John Lee: What would you like to drink Professor Ryle? Gilbert Ryle: Ill have half of mild please John

Its probably in some early edition of Mind but if not then scholars should refer to Crazy Oik 61.

Ken Clay April 2024

 

  

CONFESSION

Tom Kelly 

I spent a lot of the time looking into the coal fire, thinking of the flames of Hell, that’s the sort of thing a Catholic boy does. You imagine burning forever. I would say to myself, “It must be right; otherwise, why would the priest tell ye. It has to be true.” Mam, dad and my sister are here somewhere. I am watching flames lick up the chimney into the blackness that is Hell. Was I afraid? Terrified? Take your pick. Make a choice. Throw a dart. Win a coconut. Hope is in the air. The future is big. Over there behind the ‘Duke of Wellington’ pub, is the coaly Tyne, the shipyards, with boats on their way to everywhere in the world. We lived in Hope Street. And as the song says, “We had high hopes!” And the power of prayer, “Our Father who art in Heaven hallowed be thy name…”

 

I feel God’s grace and see Christ bleeding on his cross walking to Mass. We walk down Salem Street to St Bede’s Church where God’s in a box, held in a golden cage, with a light shining forever; that’s how I saw and felt it. The Holy Ghost found me but I didn’t say. I kept it to myself. He came through the window, hovered round the floating white net, drifting above my bed and threw burning coals which see-sawed round the room. It was not a dream. The coals were blood red with streaks of gold, like bloodlines in rocks. God was placing blood into me, “God made me to know him and love and serve him in this world and to be happy with him forever in the next.” The ‘next,’ the other life was real. I stood at my window looking at the street. A gas lamp was outside our window, its flame whispering.

 

A foreign seaman walked up the street, then knocked on a door.
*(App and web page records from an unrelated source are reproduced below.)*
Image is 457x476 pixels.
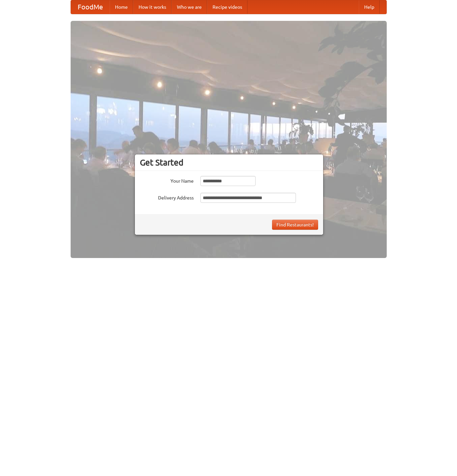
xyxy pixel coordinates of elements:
a: Who we are [171,0,207,14]
label: Your Name [140,176,194,184]
button: Find Restaurants! [272,219,317,230]
a: FoodMe [71,0,109,14]
a: Recipe videos [207,0,248,14]
a: Home [109,0,133,14]
h3: Get Started [140,157,317,167]
a: How it works [133,0,171,14]
label: Delivery Address [140,193,194,201]
a: Help [359,0,379,14]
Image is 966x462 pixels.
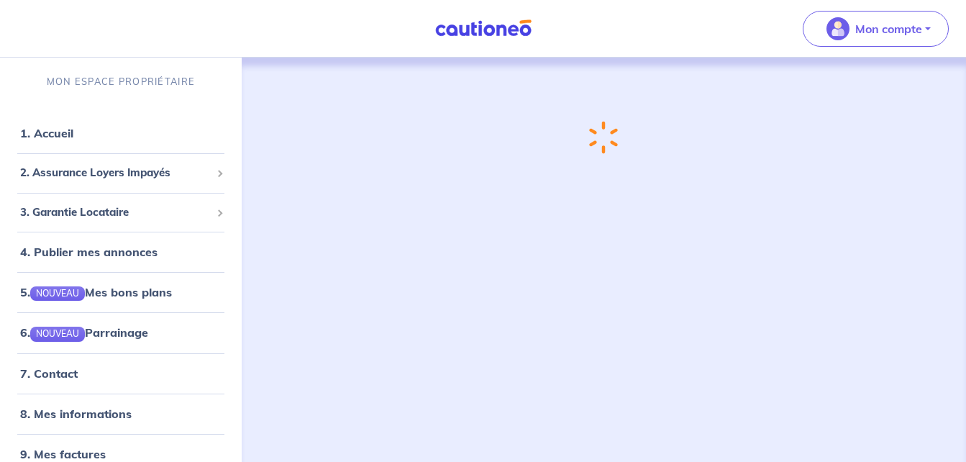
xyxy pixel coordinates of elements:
div: 8. Mes informations [6,399,236,428]
a: 5.NOUVEAUMes bons plans [20,285,172,299]
img: loading-spinner [589,121,618,154]
a: 7. Contact [20,366,78,381]
div: 2. Assurance Loyers Impayés [6,159,236,187]
p: MON ESPACE PROPRIÉTAIRE [47,75,195,88]
a: 1. Accueil [20,126,73,140]
div: 7. Contact [6,359,236,388]
span: 3. Garantie Locataire [20,204,211,221]
div: 5.NOUVEAUMes bons plans [6,278,236,306]
img: illu_account_valid_menu.svg [827,17,850,40]
div: 3. Garantie Locataire [6,199,236,227]
a: 4. Publier mes annonces [20,245,158,259]
img: Cautioneo [429,19,537,37]
a: 8. Mes informations [20,406,132,421]
div: 4. Publier mes annonces [6,237,236,266]
a: 9. Mes factures [20,447,106,461]
p: Mon compte [855,20,922,37]
button: illu_account_valid_menu.svgMon compte [803,11,949,47]
span: 2. Assurance Loyers Impayés [20,165,211,181]
a: 6.NOUVEAUParrainage [20,325,148,340]
div: 6.NOUVEAUParrainage [6,318,236,347]
div: 1. Accueil [6,119,236,147]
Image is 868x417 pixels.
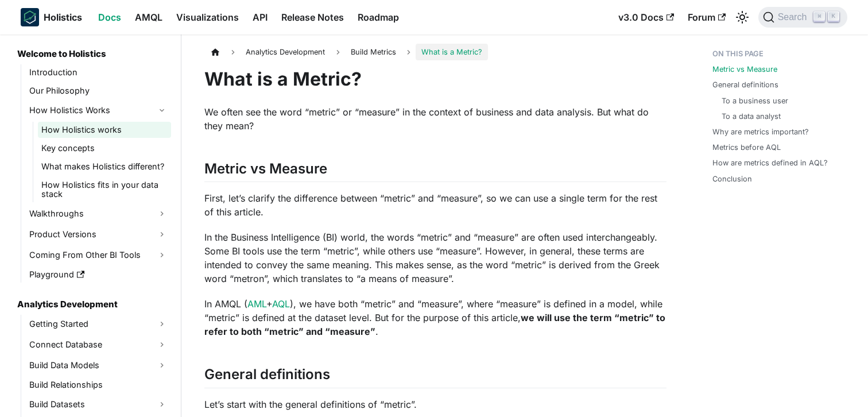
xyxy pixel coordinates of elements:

There was a prostitute in our street; not a proper one you see with fur coats and no knickers outside the dock, she was an enthusiastic amateur. “Did it for cigarettes and stockings”, I heard dad say. A new man every week with different tattoos, one of them gave me a bar of chocolate, the biggest I had ever seen.

 

I spun nights away around the blue-green lamppost and played  football,  with  dad  on  the  field:  it  was  a  religious exprience. Night cut in and all you could see were our

grey ghosts on the field, kicking an almost invisible ball, back and forward on a hidden and magic piece of elastic. Silence and the ball became rosary beads passing between us, “Out of the depths I cry to thee oh Lord, Lord hear my prayers….”

 

And he did. He listened as I prayed with such intensity when man and dad shuffled in their bed, moaned in their pretend sleep as I lay wide-eyed staring into the black night. We all slept in one room. Man, dad, my sister and me. Three beds, a wardrobe, chest of drawers beside the window and no room for anything else. I could hear the ships stealing in and out of the Tyne, near- silent burglars in the petrol blackness. The Shell Mex depot rattled with trucks and at eight-and-three quarters I was washed away in this world. I didn’t know anything, I just felt it.

 

Saturday night was the time to get rid of your sins at Confession. Not that I had many, lots of venial sins, no mortal ones. Mortal sins meant you would go straight to Hell forever. ‘Forever’ was a worry. How long was it? If you didn’t confess and if you happened to be knocked down by the number 69 bus you would go to Hell, for all eternity, mortal sins weighed you down. I kneeled in the Confessional Box, “Bless me father for I have sinned, it is one week since my last Confession…”

 

I would tell my sins, seeing the outline of the  priest behind his grill. He was whispering and praying and said to me, “Say three Hail Marys and make an Act of Contrition.”

 

This was my life: I believed implicitly in the power of prayer. If I died with a mortal sin on my soul, I would go straight to Hell. See me sitting by the fire, watching the flames lap up the chimney: the flames of Hell and me burning forever. Confession saved my soul.